While most people will regard Tuesday's date with a smile and others will seize on it as a great marketing ploy, there are a few who are convinced earthquakes, floods or any number of disasters will befall the world.
In response, bookmakers in the United States have been giving odds on Devil's day calamities as the approach of the ominous date this time round gives rise to a flurry of cases of fear of the number 666 -- technically termed hexakosioihexekontahexaphobia.
"It is of course just a symbolic number, but many people are nervous," said the chancellor of Hong Kong's Catholic diocese Father Lawrence Lee.
The figure 666 is named the "number of the beast" in the closing chapter of the Bible, the "Book of Revelations", otherwise known as "The Apocalypse of John".
Chapter 13, Verse 18 of the book, with its apparent reference to the coming of the Devil, has long puzzled scholars and demonologists and fed the fantasies of conspiracy theorists and writers of ghost stories.
The general opinion among learned Christians, however, is that it doesn't refer to the Devil at all, but more likely the Roman Emperors Nero or Domitian, who ordered the widespread extermination of early Christians.
That, however, hasn't stopped many people regarding the number as the very mark of the antichrist, a symbol they claim to have found hidden in all sorts of things, including Tuesday's date.
"Numbers are symbols and are mysterious -- they could mean one thing or they could mean something else," said Phee-seng Kan, professor of religion and theology at the Hong Kong Baptist University.
Christian fundamentalists, especially in the US, appear most concerned about Tuesday.
The Raptureready.com website, which gives each day an index for the likelihood of the coming of the Biblical End of Days, ranks Tuesday as a very high 154.
The highest-ranked day ever was in September 2001 after the terror attacks on the US.
It's not just religious extremists that are spooked.
Police in Denver, Colorado, have said they'll step up patrols in case there's a sudden rise in devilish activity.
"It's been a conscious question among some of our folks, so they've been on the lookout for something," Lance Clem, spokesman for the Colorado Department of Public Safety was quoted as saying on the Science Daily website. "But they haven't seen anything."
Others see the coming of 6/6/6 as an opportunity to have a party.
The residents of the aptly named American town of Hell in Michigan plan a huge knees-up in what the local mayor John Colone says will give people the chance to say they "partied in Hell on 666".

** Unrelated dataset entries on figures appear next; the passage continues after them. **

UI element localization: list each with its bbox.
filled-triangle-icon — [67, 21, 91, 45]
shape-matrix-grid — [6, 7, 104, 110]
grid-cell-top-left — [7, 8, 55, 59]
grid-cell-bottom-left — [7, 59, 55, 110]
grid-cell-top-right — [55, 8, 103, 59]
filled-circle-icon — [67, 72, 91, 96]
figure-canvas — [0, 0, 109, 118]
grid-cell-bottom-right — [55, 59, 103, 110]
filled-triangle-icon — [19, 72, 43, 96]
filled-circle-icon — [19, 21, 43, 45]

Beliefs in the number's Satanic links have been amplified in recent years by box-office hit movies such as "The Omen" and "The Exorcist" and by novels, such as those by horror writer Stephen King.
The release last week of the movie adaptation of author Dan Brown's best-selling novel "The Da Vinci Code" has also raised awareness of the symbolic nature of the date.
In the book, an expert in symbols uncovers a series of coded messages associated with the murder of an art historian to piece together new revelations about the life of Christ.
The anxieties surrounding Tuesday's arrival are similar to those felt at the approach of the turn of the 21st century.
Then, many people believed the clocks in computers that guide our everyday lives would switch to zero and stop, precipitating disastrous breakdowns in communications and other essential infrastructure.
Professor Kang blamed such hysteria on ignorance of the origin of symbols.
"They can only be interpreted properly with knowledge of their tradition," Kang said.